Document workflows before you automate them with AI

If a human cannot follow the workflow from documentation, an AI agent probably should not run it either.

If a human cannot follow the workflow from documentation, an AI agent probably should not run it either.

That is the part of AI automation people skip over.

Teams are starting to imagine agents taking on work that used to sit with IT, operations, support, and admin teams. Some of that will be useful. A lot of it will fail for a simple reason: the workflow was never clear enough to delegate in the first place.

A process can look well understood because one experienced person can do it quickly. But that is not the same as the team understanding it. Often, what looks like a clean workflow is really a set of small decisions the expert makes without thinking about them anymore.

That difference matters.

An agent needs more than steps

When a person runs a workflow, they are not only following steps. They are carrying the context around those steps, including the difference between a normal case and one that should stop the process.

An agent does not have that context unless the team has turned it into instructions, boundaries, and escalation rules.

That is why documentation becomes more important when teams start thinking about AI, not less important. Before a workflow can be automated, it has to be made visible.

Make the workflow visible first

The team needs to know where the process starts, what a normal case looks like, what should stop the process, and who owns the decision when the workflow leaves the happy path.

This is not busywork. It is how a team finds out whether the workflow is actually understood, or whether everyone has just learned to rely on the person who has been doing it the longest.

That distinction gets sharper with automation. A teammate can ask a clarifying question when the document is vague.
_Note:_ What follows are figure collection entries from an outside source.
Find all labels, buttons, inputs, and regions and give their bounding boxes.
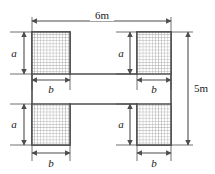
measure-a-bottom-left: a bbox=[10, 104, 32, 145]
measure-b-top-right-label: b bbox=[151, 83, 157, 95]
measure-a-top-left: a bbox=[10, 32, 32, 74]
measure-b-top-left: b bbox=[32, 74, 70, 95]
corner-square-top-left-shape bbox=[32, 32, 70, 74]
figure-canvas: 6m 5m a b a bbox=[0, 0, 215, 174]
geometry-figure: 6m 5m a b a bbox=[0, 0, 215, 174]
measure-b-top-left-label: b bbox=[48, 83, 54, 95]
measure-b-bottom-left: b bbox=[32, 145, 70, 169]
corner-square-top-left bbox=[32, 32, 70, 74]
measure-a-top-right-label: a bbox=[118, 47, 124, 59]
measure-a-bottom-right-label: a bbox=[118, 118, 124, 130]
measure-a-top-left-label: a bbox=[11, 47, 17, 59]
corner-square-bottom-right-shape bbox=[137, 104, 171, 145]
corner-square-top-right bbox=[137, 32, 171, 74]
measure-b-bottom-right: b bbox=[137, 145, 171, 169]
measure-a-top-right: a bbox=[116, 32, 137, 74]
dimension-top-width: 6m bbox=[32, 8, 171, 32]
corner-square-bottom-right bbox=[137, 104, 171, 145]
corner-square-bottom-left-shape bbox=[32, 104, 70, 145]
measure-a-bottom-right: a bbox=[116, 104, 137, 145]
measure-b-bottom-right-label: b bbox=[151, 157, 157, 169]
measure-a-bottom-left-label: a bbox=[11, 118, 17, 130]
corner-square-bottom-left bbox=[32, 104, 70, 145]
corner-square-top-right-shape bbox=[137, 32, 171, 74]
dimension-right-height: 5m bbox=[171, 32, 214, 145]
dimension-right-label: 5m bbox=[194, 82, 209, 94]
measure-b-bottom-left-label: b bbox=[48, 157, 54, 169]
dimension-top-label: 6m bbox=[95, 9, 110, 21]
measure-b-top-right: b bbox=[137, 74, 171, 95]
An agent may just keep moving unless the team has defined where it should stop.

A practical readiness test

There is a useful test before handing a workflow to an agent: could a new teammate follow the workflow from the documentation without booking time with the person who owns it?

If not, the workflow is not ready for an agent. It needs more clarity before it needs automation.
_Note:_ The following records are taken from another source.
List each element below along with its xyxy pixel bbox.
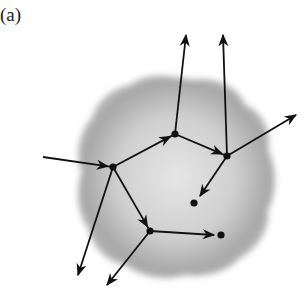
scattering-node: [190, 199, 197, 206]
scattering-node: [223, 152, 230, 159]
scattering-node: [171, 130, 178, 137]
scattering-node: [217, 231, 224, 238]
scattering-node: [146, 227, 153, 234]
scattering-medium-blob: [78, 76, 275, 278]
scattering-node: [109, 163, 116, 170]
particle-scattering-diagram: [0, 0, 307, 296]
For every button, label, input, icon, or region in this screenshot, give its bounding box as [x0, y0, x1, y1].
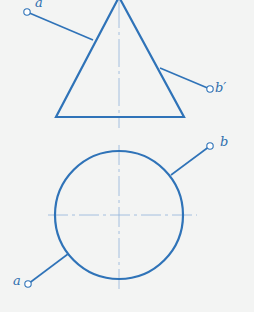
line-a [28, 254, 68, 284]
front-view-triangle [56, 0, 184, 117]
projection-diagram: a′ b′ b a [0, 0, 254, 312]
line-b [171, 146, 210, 175]
point-a-prime [24, 9, 30, 15]
point-a [25, 281, 31, 287]
line-a-prime [27, 12, 93, 40]
label-a-prime: a′ [35, 0, 46, 9]
drawing-canvas [0, 0, 254, 312]
point-b [207, 143, 213, 149]
label-b: b [220, 135, 228, 148]
point-b-prime [207, 86, 213, 92]
label-a: a [13, 274, 21, 287]
label-b-prime: b′ [215, 81, 226, 94]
Handing it to an agent too early just moves the confusion into a faster system. That is the risk people underestimate. AI can make a good process faster. It can also make a vague process harder to debug.
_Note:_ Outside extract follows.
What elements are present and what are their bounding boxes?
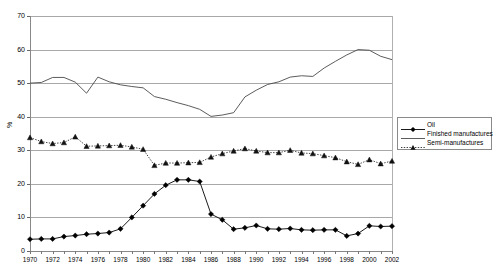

Where workflow documentation helps

Good workflow documentation does not need to predict every possible exception. It does need to show the normal path clearly enough that people can see where the exception begins.

That means capturing the actual process while someone does the work, not asking them to reconstruct it later from memory. The important details are usually small: which system starts the workflow, which field determines the next step, which warning can be ignored, which warning should stop everything, and who makes the call when the input looks wrong.

Those details are where automation succeeds or fails. They are also the details people tend to leave out when they write a process from memory.

Start with a walkthrough

UIHike helps teams create that clarity before they automate. Capture the workflow while someone actually does the work, turn the steps into a walkthrough, add the context around the places where judgment matters, and share it with the next person who needs to follow the process.

If the walkthrough is clear enough for a teammate, it is a much better starting point for automation.

See how to document a process or try UIHike on the workflow you are tempted to automate next.